Competing goals for IPEF also were revealed in public comments submitted to the two agencies. Public Citizen, the Citizens Trade Campaign, and the United Steelworkers – on behalf of the Labor Advisory Committee on Trade Policy and Negotiations (LAC) and other civil society groups – submitted comments with several common themes, including the desire for:

  • A transparent and participatory negotiating process — a departure from the closed-door process under which traditional trade agreements have been negotiated, with 500 corporate advisors and Congress and the public locked out.
  • Strong labor standards consistent with the International Labor Organization (ILO) Conventions and building off the floor set by the improved labor terms in the U.S.-Mexico-Canada Agreement.
  • Strong environmental standards consistent with Multilateral Environmental Agreements, as well as a climate peace clause to shield government programs to address climate from any trade-pact challenges.
  • The exclusion of Big Tech-friendly “digital trade” terms, including terms that would:
    • Prioritize corporate interests ahead of labor rights, anti-offshoring measures, and the protection of gig economy workers;
    • Help corporations hide the discriminatory effects of source code and algorithms through “trade secrets” provisions;
    • Undermine consumer privacy and data security by prohibiting limits on data flows or rules on the location of computing facilities;
    • Shield firms from corporate accountability via overly broad content liability waivers; or
    • Promote corporate consolidation by banning limits on size and services offered by tech conglomerates or by limiting other antitrust measures in any form.

However, after reading through IPEF public comments submitted by corporate interests, Public Citizen found demands at odds with the policy proposals offered by groups representing workers, consumers, and the environment. Public Citizen posted a blog today on the corporate comments submitted, reading between the lines to reveal the corporate wishlist, which includes:

  • A return to the controversial Trans-Pacific Partnership (TPP) or its successor, CPTPP – an idea Biden has repeatedly rejected. The TPP never won majority support in Congress because it would have offshored jobs to countries that use forced and child labor, locked in high medicine prices, and threatened public interest safeguards;
  • Restrictions on the ability of governments to regulate where our personal data is stored and how it is maintained. Countries that have superior privacy laws could see their data protection rules undermined, while U.S. congressional efforts to introduce privacy rules could be thwarted;
  • A broad platform liability shield to shirk responsibility for discriminatory, fraudulent, or defamatory content on their platforms. Many prominent public interest groups focused on issues such as civil rights, democracy, and the market power of tech platforms have spoken out against including a corporate liability waiver (like Section 230 of the Communications Decency Act) in trade agreements;
  • Extreme intellectual property (IP) rules on medicines and other critical technologies. Even as expansive IP rules are extending the COVID-19 pandemic, a number of corporate interests seek to expand their monopoly power; and
  • Other corporate-giveaways inserted into previous pacts, including Investor-State Dispute Settlement (ISDS) and back-door attacks on public interest protections. Under the guise of “regulatory cooperation” or eliminating “technical barriers to trade,” corporations have long used FTAs to propel a race to the bottom for consumer and other safeguards.

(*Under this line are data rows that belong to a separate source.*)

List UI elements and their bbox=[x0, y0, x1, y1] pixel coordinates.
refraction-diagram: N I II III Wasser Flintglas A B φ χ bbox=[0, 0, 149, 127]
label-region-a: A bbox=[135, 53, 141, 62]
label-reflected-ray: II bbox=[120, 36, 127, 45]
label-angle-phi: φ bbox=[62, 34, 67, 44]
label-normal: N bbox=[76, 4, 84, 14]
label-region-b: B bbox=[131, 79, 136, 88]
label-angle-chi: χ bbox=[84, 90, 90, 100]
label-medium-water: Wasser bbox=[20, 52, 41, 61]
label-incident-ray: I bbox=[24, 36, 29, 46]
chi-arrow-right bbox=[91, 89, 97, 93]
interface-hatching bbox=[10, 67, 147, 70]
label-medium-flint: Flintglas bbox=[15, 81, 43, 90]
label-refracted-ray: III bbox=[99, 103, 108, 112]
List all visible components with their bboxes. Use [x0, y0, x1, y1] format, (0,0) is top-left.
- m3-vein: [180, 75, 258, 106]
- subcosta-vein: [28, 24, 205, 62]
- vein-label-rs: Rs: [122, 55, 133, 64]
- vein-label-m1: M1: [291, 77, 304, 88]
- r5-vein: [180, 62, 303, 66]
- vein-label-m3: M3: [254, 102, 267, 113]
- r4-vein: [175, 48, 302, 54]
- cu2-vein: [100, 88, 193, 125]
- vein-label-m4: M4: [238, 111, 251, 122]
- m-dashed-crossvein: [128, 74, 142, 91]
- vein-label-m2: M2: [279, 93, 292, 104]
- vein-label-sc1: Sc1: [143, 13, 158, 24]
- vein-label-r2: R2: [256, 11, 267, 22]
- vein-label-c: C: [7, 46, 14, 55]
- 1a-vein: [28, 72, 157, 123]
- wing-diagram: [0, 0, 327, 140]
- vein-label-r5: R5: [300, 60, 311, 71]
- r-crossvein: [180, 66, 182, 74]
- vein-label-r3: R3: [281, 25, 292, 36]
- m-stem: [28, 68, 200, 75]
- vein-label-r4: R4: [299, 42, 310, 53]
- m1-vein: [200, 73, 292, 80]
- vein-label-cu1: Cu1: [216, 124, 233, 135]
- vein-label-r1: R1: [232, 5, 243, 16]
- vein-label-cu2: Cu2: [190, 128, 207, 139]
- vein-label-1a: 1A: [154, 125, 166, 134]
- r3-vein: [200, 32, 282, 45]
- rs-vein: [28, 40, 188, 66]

The list of countries that intend to participate in IPEF negotiations will offer clues as to which approach the administration intends to take. It also will be important to watch whether the administration breaks with past practice of closed-door trade negotiations that privilege corporate interests and instead replaces the corporate advisory system with an on-the-record public process. Such a process would include public hearings to formulate U.S. positions and obtain comments on draft and final U.S. text proposals and consolidated texts. Only by issuing detailed goals and making draft texts available will the American public know in whose interest the negotiations are being conducted.

Please contact Matthew Groch to speak with an expert.